Wednesday, February 13, 2008

Vince Farrell of Scotsman Capital-Verbatim

From: vince farrell
Sent: Wednesday, February 13, 2008 6:25 PM


If you surround yourself with people that are better than you are, you will walk through the world on the shoulders of giants. I think Sir Isaac Newton said that first, but I read it from a philosopher named Santayana, who taught at Harvard where they ponder such weighty things. This is notably true in the investment business. Mike Manning had a post on RealMoney.Com Wednesday regarding natural gas. He recommended a couple of names and, as I said the other day, our favorite is EOG Resources. Mike believes, and I concur, that the future looks bright for the industry. In addition to Mike's reasons available on the web site, consider this. The BTU, or heating equivalent, between natural gas and oil is 6:1. Six mmbtu's (million British thermal units) of gas equals the heat equivalent of one barrel of oil. The price relationship the past 10 years has been 7.8:1 for a whole lot of reasons. Some have to do with it being a U.S based industry and politically safe, transport differences and other things that change the 6 to 1 heat exchange to 7.8 to 1 dollar exchange. With oil at about $93 a barrel, a heat equivalent price of gas would be almost $12 per mcf (million cubic feet). Gas has been bouncing around $8 per mcf, so it looks like there is a big cushion and the industry, in general, has been replacing its production at such a prodigious pace that I feel M&A is around the corner.
Another worthy scholar, Chris Grisanti, weighed in on my piece on AIG. Chris agrees with my analysis completely (he must own even more than I do) and was able to expand on our knowledge base. While it's true AIG brilliantly stopped insuring subprime/CDO credit default swaps in late 2005, the rules of the game allowed some newer, probably junkier stuff to seep in.

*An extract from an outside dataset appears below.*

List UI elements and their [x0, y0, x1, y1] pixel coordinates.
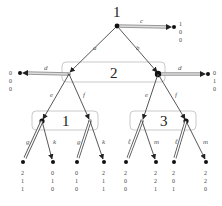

The way a CDO works is that as mortgages are paid off, new ones are put in and, thus, some latter day maybe toxic waste showed up. Today the old CDO's that are insured have about 12% of new stuff in them. Got that? So now figure out how to price it. The modified binomial expansion technique (which I think is illegal in certain counties in the more backward sections of the U.S.) might not be the answer we are looking for. The undeniable strengh of AIG's balance sheet and the rock bottom price to book value comfort me.
And, of course, on this day in history, a bunch of Al Capone's boys wished a bunch of other thugs a Happy St. Valentines day in a warehouse in Chicago. Maybe equally important, in 842 Charles the Bald swore an oath of allegiance to his French and German lords. Gotta love the name.

1 comment:

Leisa♠ said...

Vince mentions Santayana who is one of my favorite authors...I describe The Life of Reason as my favorite book!